Now the Empire has gone. Elizabeth appears essentially modest, though her championing of the Commonwealth has lent her a reflection of her great-great-grandmother’s imperial glitter. The special coin minted for her golden jubilee was inscribed on the obverse with a distinctly conciliatory Latin tag: ‘Amor populi præsidium reg’, ‘The love of the people is the Queen’s protection’. This is a clear statement of the balance of power in modern Britain.

Elizabeth is a devout church-woman who believes in the sacrament of kingship. That said, she has, in service to her people, deferred to their tastes, and appeared as a Bond girl and been painted by Justin Mortimer with her head apparently severed from her body as if guillotined. The idea of queenship is no more or less complex now than in Victoria’s day; it is the idea of being a subject that has changed fundamentally. Elizabeth seems to recognise and acknowledge that change — which is why, in return, the public continue to recognise and celebrate her.

Elizabeth’s gameplan echoes to the letter a Times editorial of 1937. Successful kingship, the Times suggested, relies ‘not upon intellectual brilliance or superlative talent of any kind, but upon the moral qualities of steadiness, staying power and self-sacrifice’. Longevity is thus a virtual imperative. In 2002, in a supremely slick piece of statesmanship, the Queen articulated the message of her Golden Jubilee. ‘Gratitude, respect and pride. These words sum up how I feel about the people of this country and the Commonwealth — and what this Golden Jubilee means to me.’ Across the globe, from the Victoria Monument to the ends of the earth in a string of flaming Jubilee beacons, new Elizabethans realised that these emotions were ours too, their focus the diminutive but unflagging public servant who is every bit as formidable as her unsmiling great-great-grandmother.

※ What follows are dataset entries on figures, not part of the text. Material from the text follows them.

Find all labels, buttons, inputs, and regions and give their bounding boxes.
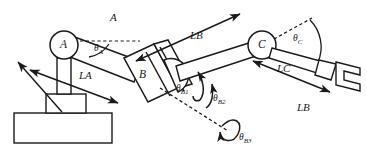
base-plate	[14, 113, 112, 143]
base-riser	[46, 94, 86, 113]
link-lb-body	[176, 42, 256, 81]
angle-label-theta-c: θC	[293, 34, 302, 44]
joint-label-c: C	[258, 39, 266, 51]
theta-b1-subscript: B1	[181, 88, 189, 96]
joint-label-b: B	[139, 69, 146, 81]
pedestal-base	[14, 58, 112, 143]
angle-label-theta-b1: θB1	[176, 84, 188, 94]
diagram-canvas	[0, 0, 367, 156]
theta-b2-subscript: B2	[218, 98, 226, 106]
axis-label-a: A	[110, 12, 117, 23]
angle-label-theta-a: θA	[94, 44, 103, 54]
link-label-lb-lower: LB	[297, 102, 310, 113]
link-label-la: LA	[79, 70, 92, 81]
angle-arc-c	[310, 20, 321, 62]
joint-label-a: A	[60, 39, 67, 51]
rotation-indicator-b3	[220, 120, 240, 141]
angle-label-theta-b2: θB2	[213, 94, 225, 104]
rotation-arrow-a-base	[18, 62, 62, 112]
angle-label-theta-b3: θB3	[239, 133, 251, 143]
link-label-lc: LC	[277, 63, 290, 74]
link-label-lb-upper: LB	[190, 30, 203, 41]
theta-c-subscript: C	[298, 38, 303, 46]
rotation-indicator-b2	[206, 84, 213, 108]
base-column	[57, 58, 71, 94]
gripper-icon	[315, 60, 360, 91]
theta-a-subscript: A	[99, 48, 103, 56]
robot-arm-diagram: A B C A LB LA LC LB θA θC θB1 θB2 θB3	[0, 0, 367, 156]
theta-b3-subscript: B3	[244, 137, 252, 145]
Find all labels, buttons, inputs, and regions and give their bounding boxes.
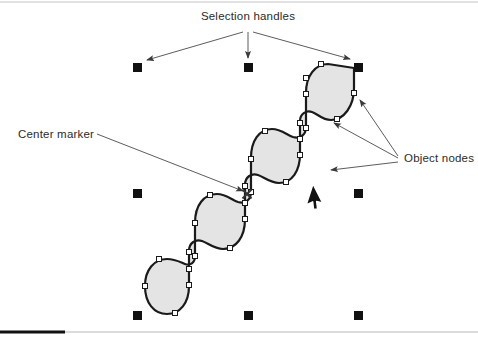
object-node[interactable]	[352, 91, 357, 96]
label-center-marker: Center marker	[18, 128, 94, 140]
figure-canvas: Selection handles Center marker Object n…	[0, 0, 478, 339]
object-node[interactable]	[193, 221, 198, 226]
leader-line-to-top-right	[253, 32, 350, 59]
object-node[interactable]	[228, 246, 233, 251]
object-node[interactable]	[335, 117, 340, 122]
object-node[interactable]	[249, 157, 254, 162]
object-node[interactable]	[187, 250, 192, 255]
object-node[interactable]	[284, 180, 289, 185]
selection-handle-middle-left[interactable]	[133, 189, 142, 198]
object-node[interactable]	[298, 137, 303, 142]
selection-handle-bottom-right[interactable]	[354, 311, 363, 320]
object-node[interactable]	[243, 217, 248, 222]
object-node[interactable]	[157, 257, 162, 262]
selection-handle-middle-right[interactable]	[354, 189, 363, 198]
object-node[interactable]	[298, 153, 303, 158]
object-node[interactable]	[304, 92, 309, 97]
label-object-nodes: Object nodes	[404, 152, 474, 164]
object-node[interactable]	[304, 76, 309, 81]
leader-line-to-center-x	[97, 134, 243, 191]
object-node[interactable]	[298, 121, 303, 126]
object-node[interactable]	[208, 193, 213, 198]
object-node[interactable]	[193, 254, 198, 259]
label-selection-handles: Selection handles	[201, 10, 295, 22]
selection-handle-bottom-left[interactable]	[133, 311, 142, 320]
mouse-pointer-icon	[306, 184, 328, 211]
leader-line-to-node-lower	[331, 162, 398, 170]
leader-lines-group	[97, 32, 398, 191]
object-node[interactable]	[304, 126, 309, 131]
object-node[interactable]	[243, 201, 248, 206]
vector-illustration: Selection handles Center marker Object n…	[0, 0, 478, 339]
selection-handle-bottom-center[interactable]	[244, 311, 253, 320]
object-node[interactable]	[187, 283, 192, 288]
selection-handle-top-center[interactable]	[244, 63, 253, 72]
selection-handle-top-left[interactable]	[133, 63, 142, 72]
leader-line-to-node-mid	[334, 123, 398, 158]
page-rules	[0, 2, 478, 332]
object-node[interactable]	[319, 62, 324, 67]
selection-handle-top-right[interactable]	[354, 63, 363, 72]
object-node[interactable]	[173, 311, 178, 316]
object-node[interactable]	[263, 129, 268, 134]
object-node[interactable]	[143, 284, 148, 289]
object-node[interactable]	[243, 184, 248, 189]
mouse-pointer-arrow	[306, 184, 328, 211]
leader-line-to-top-left	[147, 32, 243, 60]
object-node[interactable]	[187, 267, 192, 272]
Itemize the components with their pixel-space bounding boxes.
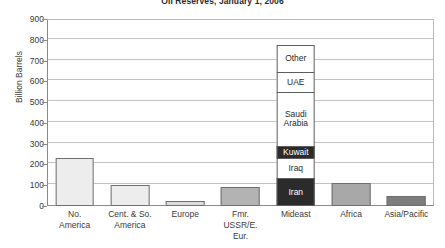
- bar[interactable]: [166, 201, 205, 206]
- bars-layer: IranIraqKuwaitSaudi ArabiaUAEOther: [47, 19, 434, 206]
- stack-segment-label: Kuwait: [282, 148, 310, 157]
- stack-segment-label: Iraq: [287, 164, 304, 173]
- stack-segment[interactable]: Iraq: [276, 158, 315, 179]
- stack-segment[interactable]: Kuwait: [276, 146, 315, 160]
- y-tick-label: 700: [4, 56, 44, 66]
- stack-segment-label: Iran: [287, 188, 304, 197]
- y-tick-label: 200: [4, 159, 44, 169]
- x-axis-category-labels: No. AmericaCent. & So. AmericaEuropeFmr.…: [47, 209, 434, 248]
- x-tick-label: Africa: [323, 209, 378, 220]
- bar[interactable]: [387, 196, 426, 206]
- x-tick-label: Cent. & So. America: [102, 209, 157, 231]
- bar[interactable]: [221, 187, 260, 206]
- stack-segment[interactable]: Saudi Arabia: [276, 92, 315, 147]
- y-tick-label: 900: [4, 14, 44, 24]
- stack-segment-label: Saudi Arabia: [282, 110, 309, 128]
- x-tick-label: No. America: [47, 209, 102, 231]
- bar-slot: [323, 19, 378, 206]
- x-tick-label: Fmr. USSR/E. Eur.: [213, 209, 268, 242]
- y-tick-label: 600: [4, 76, 44, 86]
- bar-slot: [47, 19, 102, 206]
- bar-slot: [102, 19, 157, 206]
- chart-title: Oil Reserves, January 1, 2006: [0, 0, 445, 6]
- bar-slot: [379, 19, 434, 206]
- x-tick-label: Mideast: [268, 209, 323, 220]
- bar[interactable]: [55, 158, 94, 206]
- y-tick-mark: [42, 206, 47, 207]
- bar-slot: IranIraqKuwaitSaudi ArabiaUAEOther: [268, 19, 323, 206]
- stacked-bar-mideast[interactable]: IranIraqKuwaitSaudi ArabiaUAEOther: [276, 40, 315, 206]
- y-tick-label: 100: [4, 180, 44, 190]
- y-tick-label: 800: [4, 35, 44, 45]
- y-tick-label: 0: [4, 201, 44, 211]
- stack-segment[interactable]: Other: [276, 45, 315, 73]
- stack-segment[interactable]: UAE: [276, 72, 315, 93]
- bar-slot: [158, 19, 213, 206]
- bar-slot: [213, 19, 268, 206]
- stack-segment-label: UAE: [286, 78, 305, 87]
- x-tick-label: Asia/Pacific: [379, 209, 434, 220]
- oil-reserves-bar-chart: Oil Reserves, January 1, 2006 Billion Ba…: [0, 0, 445, 248]
- y-tick-label: 300: [4, 139, 44, 149]
- bar[interactable]: [111, 185, 150, 206]
- y-tick-label: 400: [4, 118, 44, 128]
- stack-segment[interactable]: Iran: [276, 178, 315, 206]
- y-tick-label: 500: [4, 97, 44, 107]
- bar[interactable]: [332, 183, 371, 206]
- stack-segment-label: Other: [284, 54, 307, 63]
- x-tick-label: Europe: [158, 209, 213, 220]
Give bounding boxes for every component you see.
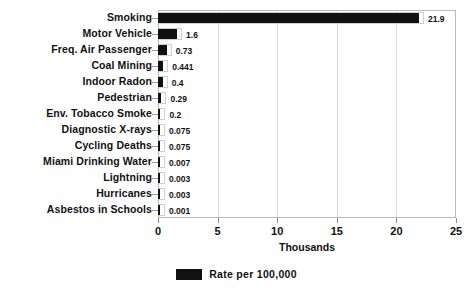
x-axis-tick-label: 5 (198, 225, 238, 237)
category-label: Freq. Air Passenger (0, 44, 152, 55)
bar (158, 13, 419, 23)
category-axis-labels: SmokingMotor VehicleFreq. Air PassengerC… (0, 10, 152, 218)
x-axis-tick-label: 10 (257, 225, 297, 237)
bar-value-label: 0.007 (169, 158, 190, 168)
bar (158, 173, 160, 183)
category-label: Env. Tobacco Smoke (0, 108, 152, 119)
legend-swatch-rate-per-100000 (176, 269, 202, 280)
bar-value-label: 0.29 (170, 94, 187, 104)
bar-value-label: 0.003 (169, 190, 190, 200)
category-label: Motor Vehicle (0, 28, 152, 39)
bar-value-label: 1.6 (186, 30, 198, 40)
bar (158, 141, 160, 151)
legend-label-rate-per-100000: Rate per 100,000 (209, 268, 297, 280)
category-label: Miami Drinking Water (0, 156, 152, 167)
chart-legend: Rate per 100,000 (0, 268, 473, 280)
bar (158, 189, 160, 199)
bar-value-label: 0.075 (169, 126, 190, 136)
bar-value-label: 0.001 (169, 206, 190, 216)
bar (158, 125, 160, 135)
gridline (396, 11, 397, 217)
category-label: Cycling Deaths (0, 140, 152, 151)
category-label: Diagnostic X-rays (0, 124, 152, 135)
x-axis-tick (396, 218, 397, 223)
x-axis-tick-label: 25 (436, 225, 473, 237)
x-axis-tick (456, 218, 457, 223)
x-axis-title: Thousands (158, 241, 456, 253)
x-axis-tick (158, 218, 159, 223)
bar-value-label: 0.73 (176, 46, 193, 56)
plot-area (158, 10, 456, 218)
bar (158, 29, 177, 39)
bar (158, 109, 160, 119)
x-axis-tick (277, 218, 278, 223)
category-label: Lightning (0, 172, 152, 183)
bar (158, 205, 160, 215)
category-label: Indoor Radon (0, 76, 152, 87)
bar (158, 77, 163, 87)
gridline (277, 11, 278, 217)
category-label: Pedestrian (0, 92, 152, 103)
bar-value-label: 0.4 (172, 78, 184, 88)
bar-value-label: 0.2 (169, 110, 181, 120)
gridline (337, 11, 338, 217)
x-axis-tick (337, 218, 338, 223)
x-axis-tick (218, 218, 219, 223)
bar (158, 45, 167, 55)
gridline (218, 11, 219, 217)
bar-value-label: 0.441 (172, 62, 193, 72)
bar-value-label: 0.003 (169, 174, 190, 184)
bar-value-label: 21.9 (428, 14, 445, 24)
x-axis-tick-label: 0 (138, 225, 178, 237)
bar-value-label: 0.075 (169, 142, 190, 152)
category-label: Hurricanes (0, 188, 152, 199)
bar (158, 157, 160, 167)
x-axis-tick-label: 20 (376, 225, 416, 237)
category-label: Smoking (0, 12, 152, 23)
bar (158, 93, 161, 103)
category-label: Asbestos in Schools (0, 204, 152, 215)
bar-chart: SmokingMotor VehicleFreq. Air PassengerC… (0, 0, 473, 292)
category-label: Coal Mining (0, 60, 152, 71)
bar (158, 61, 163, 71)
x-axis-tick-label: 15 (317, 225, 357, 237)
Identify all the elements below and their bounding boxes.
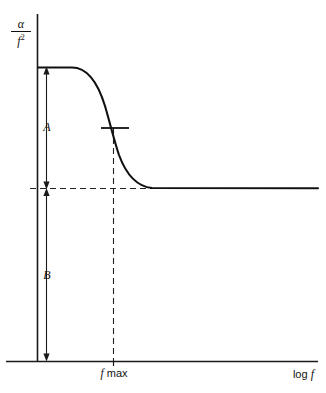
- relaxation-absorption-chart: α f2 A B f max log f: [0, 0, 326, 393]
- baseline-b-arrow-head-down: [43, 354, 49, 362]
- y-axis-label-denominator: f2: [6, 32, 36, 47]
- y-axis-label-numerator: α: [6, 18, 36, 31]
- amplitude-a-label: A: [39, 121, 55, 133]
- baseline-b-arrow-head-up: [43, 188, 49, 196]
- y-axis-label: α f2: [6, 18, 36, 47]
- baseline-b-label: B: [39, 269, 55, 281]
- x-axis-label: log f: [258, 368, 314, 381]
- chart-plot-area: [0, 0, 326, 393]
- fmax-tick-label: f max: [88, 368, 140, 380]
- absorption-curve: [38, 68, 318, 189]
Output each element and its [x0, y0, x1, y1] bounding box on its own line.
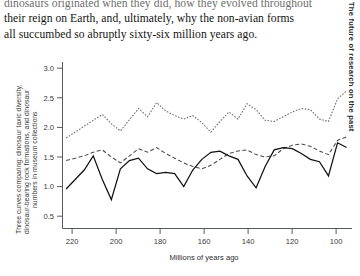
x-axis-title: Millions of years ago: [169, 253, 238, 262]
y-tick-label: 1.0: [43, 182, 54, 191]
y-axis-tick-labels: 0.5 1.0 1.5 2.0 2.5 3.0: [43, 64, 54, 221]
x-tick-label: 180: [154, 237, 167, 246]
y-axis-label-line: Three curves comparing: dinosaur taxic d…: [15, 85, 23, 234]
y-tick-label: 2.5: [43, 94, 54, 103]
x-tick-label: 140: [242, 237, 255, 246]
paragraph-line: dinosaurs originated when they did, how …: [4, 0, 316, 11]
x-tick-label: 220: [66, 237, 79, 246]
series-group: [66, 91, 346, 200]
y-tick-label: 3.0: [43, 64, 54, 73]
line-chart: Three curves comparing: dinosaur taxic d…: [0, 48, 360, 276]
y-axis-ticks: [57, 68, 63, 216]
y-axis-label: Three curves comparing: dinosaur taxic d…: [15, 85, 38, 234]
figure-dinosaur-curves: Three curves comparing: dinosaur taxic d…: [0, 48, 360, 276]
paragraph-line: their reign on Earth, and, ultimately, w…: [4, 11, 316, 26]
series-rock-formations: [66, 91, 346, 138]
series-taxic-diversity: [66, 143, 346, 200]
x-axis-ticks: [72, 229, 336, 235]
y-tick-label: 2.0: [43, 123, 54, 132]
x-tick-label: 200: [110, 237, 123, 246]
y-tick-label: 0.5: [43, 212, 54, 221]
y-tick-label: 1.5: [43, 153, 54, 162]
x-axis-tick-labels: 220 200 180 160 140 120 100: [66, 237, 343, 246]
paragraph-line: all succumbed so abruptly sixty-six mill…: [4, 27, 316, 42]
x-tick-label: 120: [286, 237, 299, 246]
series-museum-collections: [66, 137, 346, 169]
y-axis-label-line: dinosaur-bearing rock formations, and di…: [23, 89, 31, 234]
x-tick-label: 160: [198, 237, 211, 246]
y-axis-label-line: numbers in museum collections: [31, 111, 38, 208]
x-tick-label: 100: [330, 237, 343, 246]
body-paragraph: dinosaurs originated when they did, how …: [4, 0, 316, 42]
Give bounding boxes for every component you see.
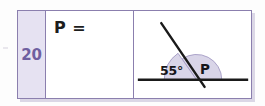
- scan-artifact: [3, 47, 8, 49]
- answer-cell[interactable]: P = °: [46, 11, 134, 98]
- problem-table: 20 P = ° 55° P: [17, 10, 252, 99]
- worksheet-page: 20 P = ° 55° P: [0, 0, 265, 106]
- problem-number: 20: [21, 46, 41, 64]
- known-angle-label: 55°: [160, 63, 183, 78]
- answer-prompt-label: P =: [54, 18, 86, 37]
- problem-number-cell: 20: [18, 11, 46, 98]
- answer-input-blank[interactable]: [86, 21, 124, 39]
- angle-figure-svg: [134, 11, 251, 98]
- diagram-cell: 55° P: [134, 11, 251, 98]
- unknown-angle-label: P: [200, 61, 210, 77]
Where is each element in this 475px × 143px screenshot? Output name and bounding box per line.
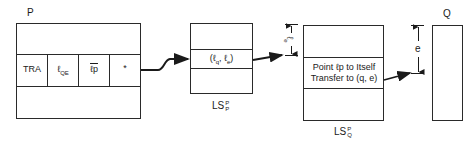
p-field-lqe-sub: QE [60, 70, 69, 76]
ls-q-label-base: LS [334, 126, 346, 137]
ls-p-label-base: LS [212, 100, 224, 111]
ls-p-field-mid: , ℓ [219, 53, 227, 63]
ls-q-offset-sub: e [283, 39, 289, 42]
arrow-lsp-to-lsq [253, 55, 282, 60]
p-field-lqe: ℓQE [48, 65, 78, 74]
p-field-tra: TRA [17, 65, 47, 74]
p-label: P [27, 8, 34, 18]
wavy-arrow-p-to-lsp [141, 59, 188, 70]
q-block [433, 26, 463, 121]
ls-p-field: (ℓq, ℓe) [191, 54, 252, 63]
p-field-lp: ℓp [79, 65, 109, 74]
ls-q-field-line2: Transfer to (q, e) [304, 73, 384, 84]
ls-p-field-close: ) [230, 53, 233, 63]
ls-q-field: Point ℓp to Itself Transfer to (q, e) [304, 62, 384, 84]
ls-p-label-sub: P [225, 106, 229, 112]
p-field-pointer: * [110, 64, 140, 73]
ls-p-label: LSPP [212, 100, 229, 112]
ls-q-label-sub: Q [347, 132, 352, 138]
ls-q-offset-label: ℓe [285, 36, 294, 42]
ls-q-label: LSPQ [334, 126, 352, 138]
q-offset-label: e [415, 44, 421, 54]
ls-q-field-line1: Point ℓp to Itself [304, 62, 384, 73]
p-field-lp-text: ℓp [90, 64, 98, 74]
arrow-lsq-to-q [384, 73, 410, 80]
q-label: Q [443, 9, 451, 19]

Enoch Powell once said, ‘Monarchy is not modern. Monarchy is primeval. Monarchy is absolute.’ I suspect that Elizabeth loosely agrees. At no point in her reign has it been viable — let alone sensible — to assert any of Powell’s three claims, so the Queen and her advisers have worked quietly to appear to contradict the first without negating the second and third. Since she has done so while mostly increasing the popularity of the institution she embodies, history will surely judge that Elizabeth has succeeded.

In nine months’ time we will ignore this kind of argument. Many will gush and some will carp. Elizabeth will appear unmoved, allowing multiple interpretations to be projected upon her. And each of us will feel a tiny bit better about ourselves. We will recognise that, whatever has or hasn’t happened in our national life over the past 63 years and seven months, we have all shared a single blessing of ‘steadiness, staying power and self-sacrifice’: as the national anthem has it, our gracious Queen, our noble Queen, who, happily, has reigned over us for a very long time indeed.

Matthew Dennison is the author of Queen Victoria: A Life of Contradictions.